The Blacklight team returned to the helicopters as silently as they had advanced. Admiral Seward had called the four officers into his vehicle, his voice tight and strained, as though he was almost too angry to speak. Jamie was riding in the third of the four armored cars, sandwiched on a bench between two operators he didn’t know. As they crawled along the country road toward the drop point, the inquest began.

“Just bloody groupies. Someone tipped Alexandru off,” said the operator to Jamie’s right.

“You think so?” said another. “What was your first clue? When he wasn’t there?”

“Go to hell,” said the first operator.

They rode in silence for several minutes, until the same man spoke again.

“The director didn’t look happy,” he said.

“That,” said the operator opposite Jamie, “is the understatement of the year.”

They arrived back at the Loop at midnight.
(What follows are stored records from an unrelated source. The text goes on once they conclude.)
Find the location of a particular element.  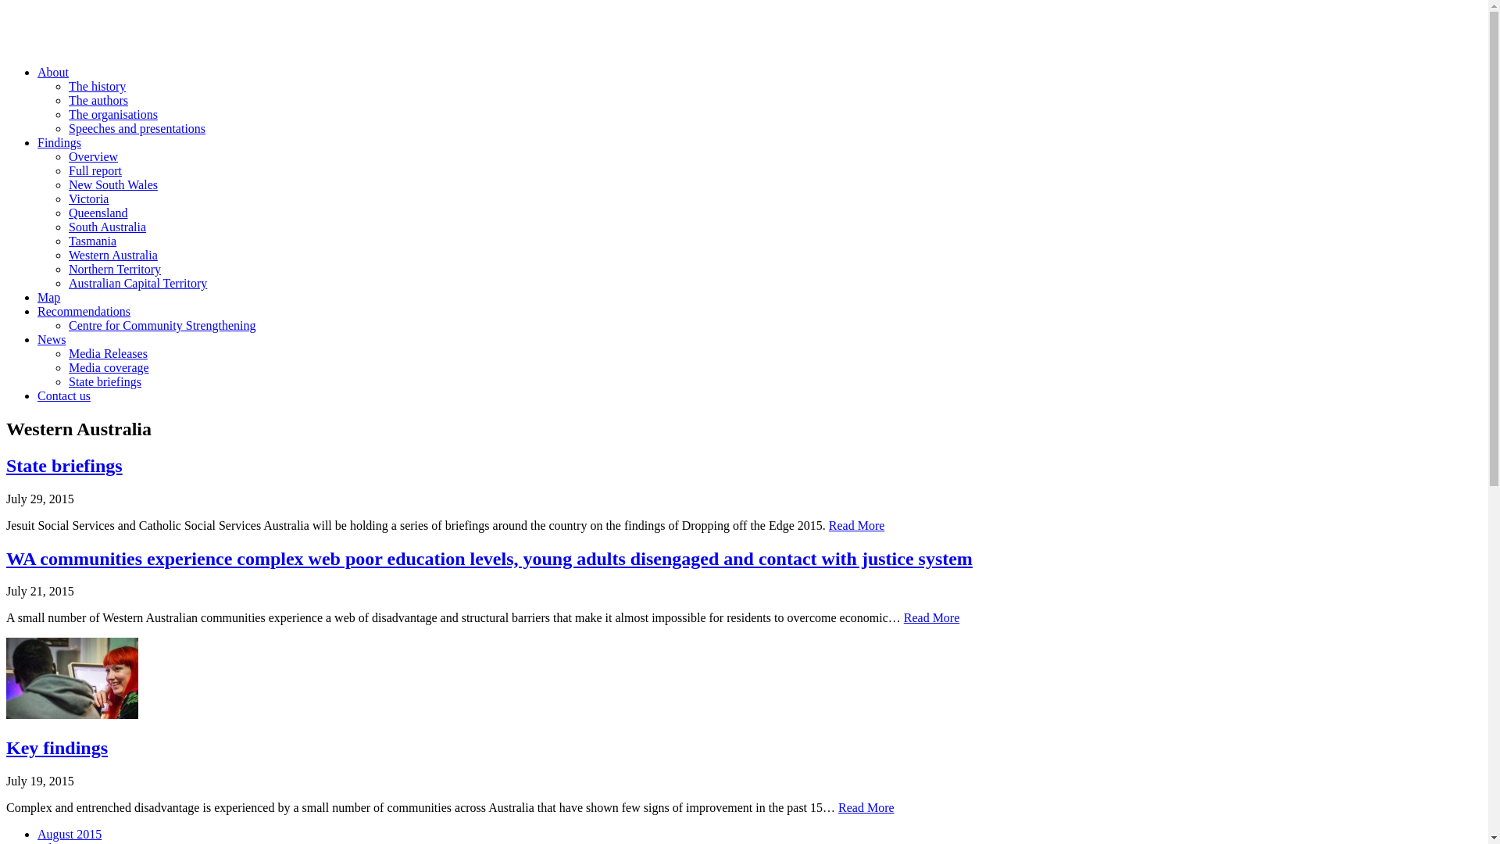

Media Releases is located at coordinates (108, 353).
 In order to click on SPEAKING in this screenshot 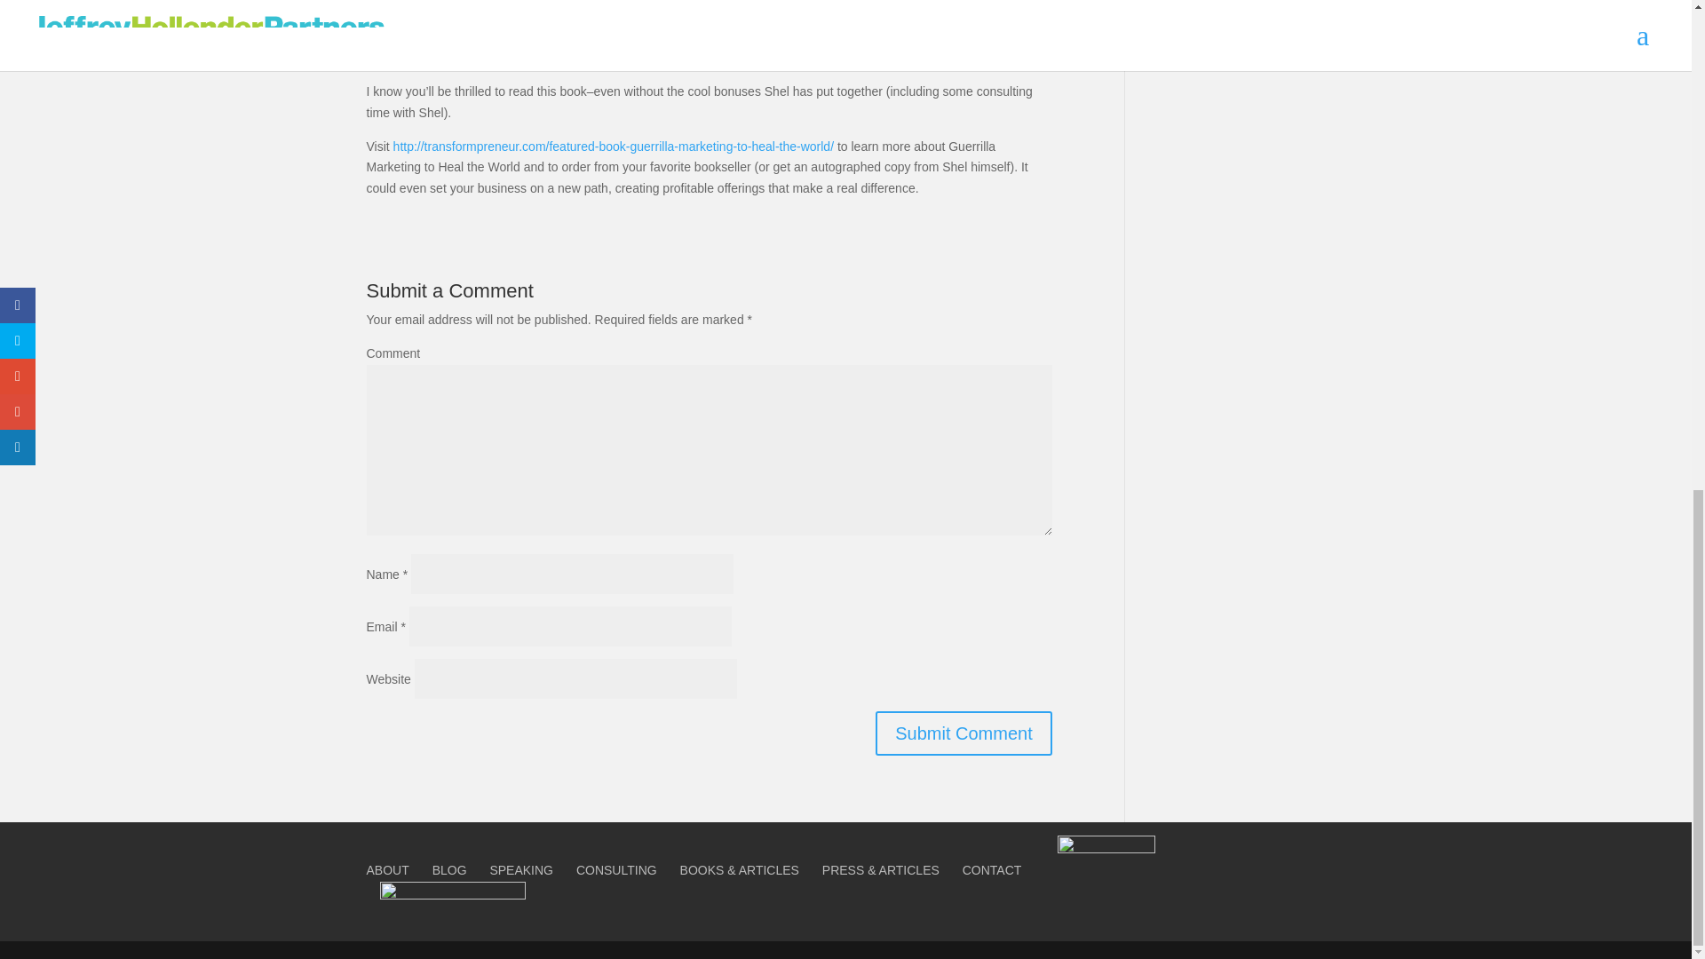, I will do `click(520, 870)`.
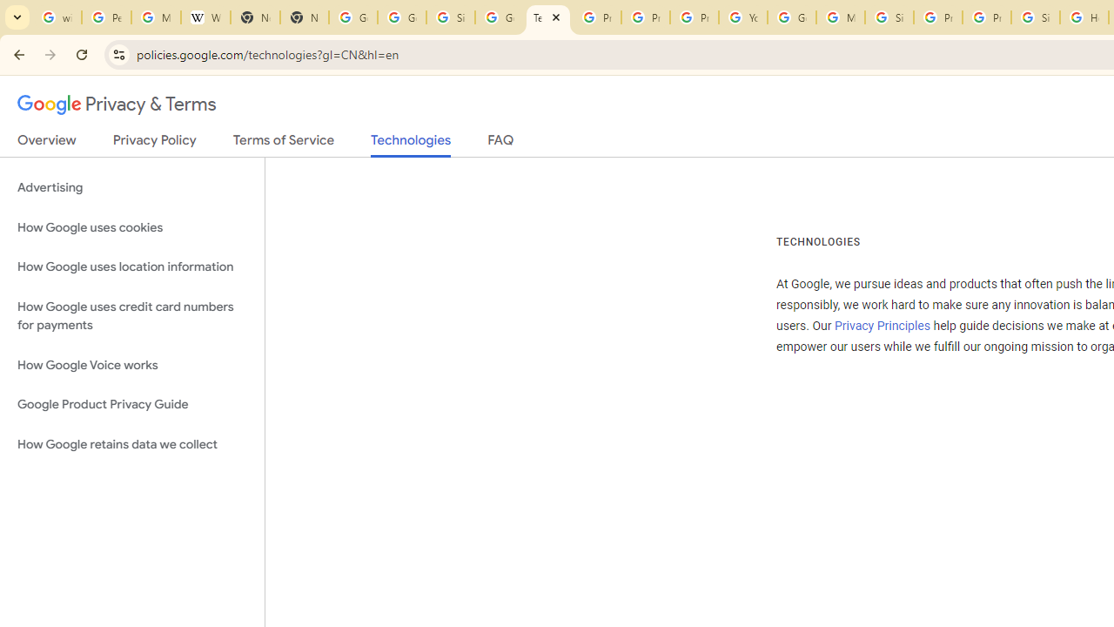 This screenshot has height=627, width=1114. Describe the element at coordinates (1036, 17) in the screenshot. I see `Sign in - Google Accounts` at that location.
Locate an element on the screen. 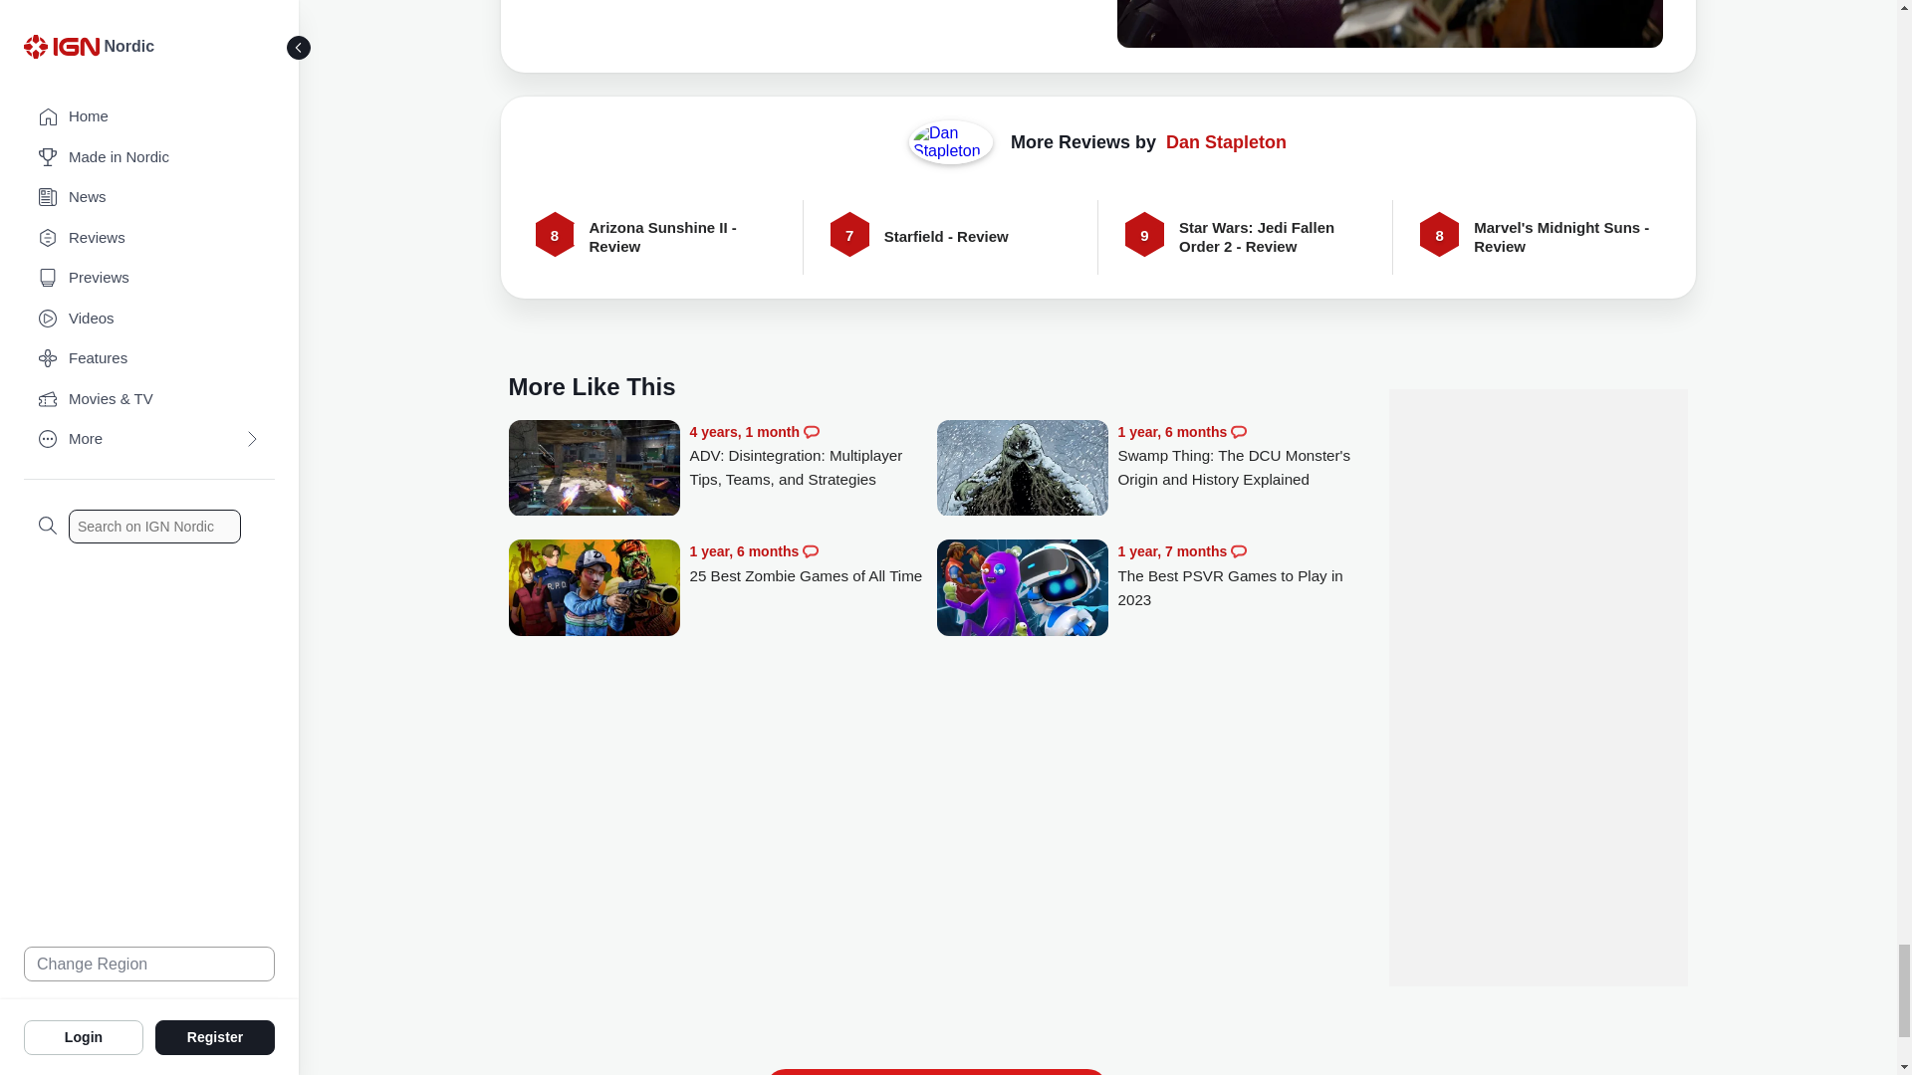 This screenshot has width=1912, height=1075. Swamp Thing: The DCU Monster's Origin and History Explained is located at coordinates (1022, 470).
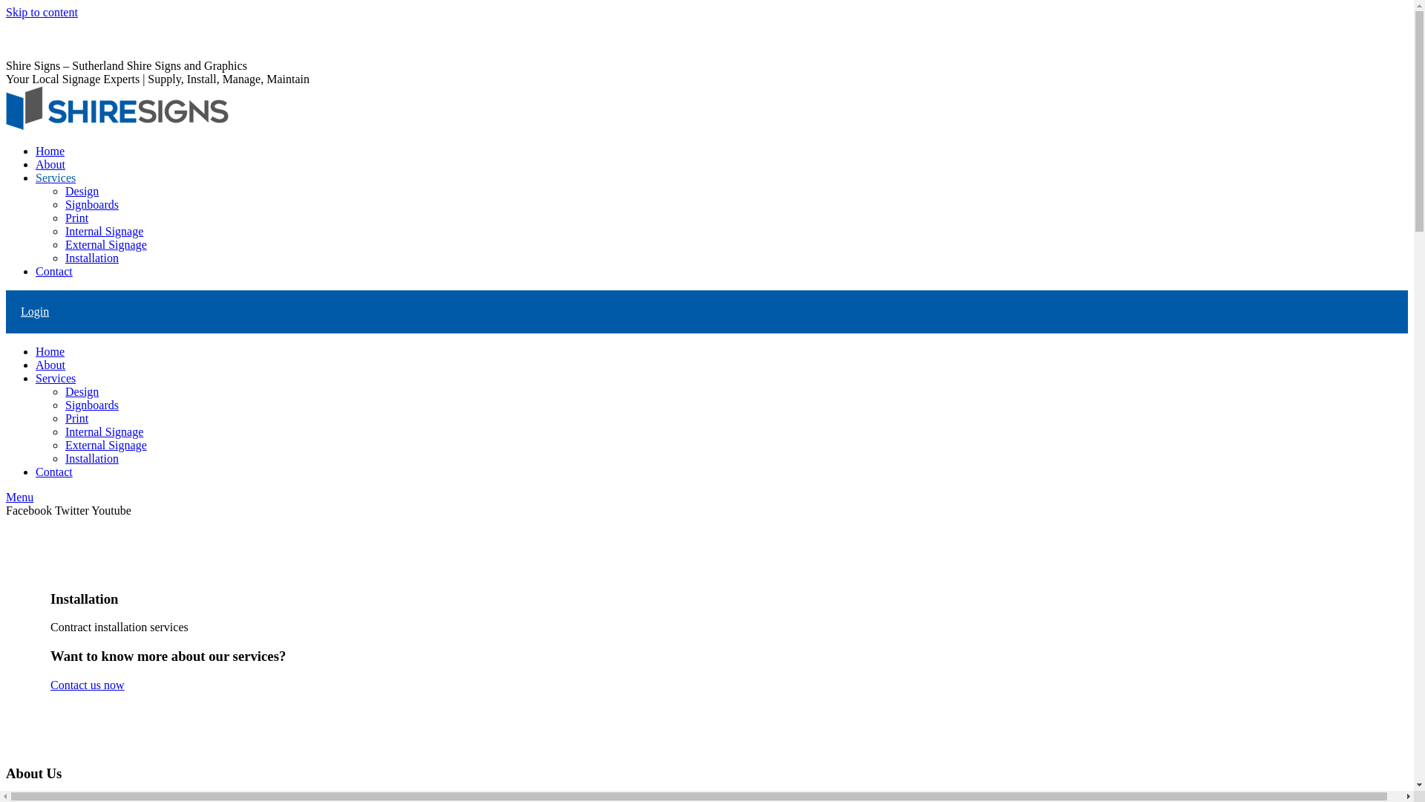 Image resolution: width=1425 pixels, height=802 pixels. What do you see at coordinates (73, 511) in the screenshot?
I see `Twitter` at bounding box center [73, 511].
The exhausted men were dismissed and fled for the elevators, while Jamie, Frankenstein, and Morris waited in the Ops Room for Admiral Seward to finish his phone call to the chief of the general staff.

When the director appeared ten minutes later, he was white with anger, the veins standing out on his neck and the backs of his hands like ropes. He walked slowly to the front of the room and took a deep breath, as if to steady himself.

“I’m sure I don’t need to tell you,” he said, his voice that of a man trying his hardest to keep his temper, “that tonight was nothing less than a catastrophic embarrassment for this Department. Do I need to tell you that?”

“No sir,” they said.

“Good. That’s good. The only silver lining is that the men and women we apprehended were clearly already aware of our existence, so the PR damage is minimal. The damage to your careers, on the other hand, and to mine, is likely to be significantly more severe.” He clenched and unclenched his fists, several times. “I’m going to leave it to you to ascertain exactly how this disaster was perpetrated, although I’m sure we all know the answer. I want a full report on how this came to happen on my desk in the morning, or I will have your resignations. Is that clear?”

They told him it was, and he nodded, stiffly.

“I suggest you start your investigation in the cellblock. Beyond that, I have nothing to say to any of you. Good night, gentlemen.”

Seward walked slowly across the room, opened the door, and left without looking back. Jamie, Frankenstein and Morris waited until they were certain he was gone, and then began to talk.

“How did this happen?” asked Morris.

Frankenstein grunted. “As if we all don’t know,” he said, looking steadily at Jamie.

“What’s that supposed to mean?” demanded the teenager.

“It means your girlfriend tipped off Alexandru,” Frankenstein replied, his voice maddeningly calm. “It means she went to him when she escaped, then told him to wait two hours after she left so she could come back here and save the day. It means she played you-again.”

“You’re wrong,” said Jamie, and the venom in his own voice shocked even him.

“It makes sense, Jamie,” said Morris. “Who else could have done it?”

“I don’t know,” replied Jamie, fighting hard to control his temper. “But it wasn’t her. That I do know.”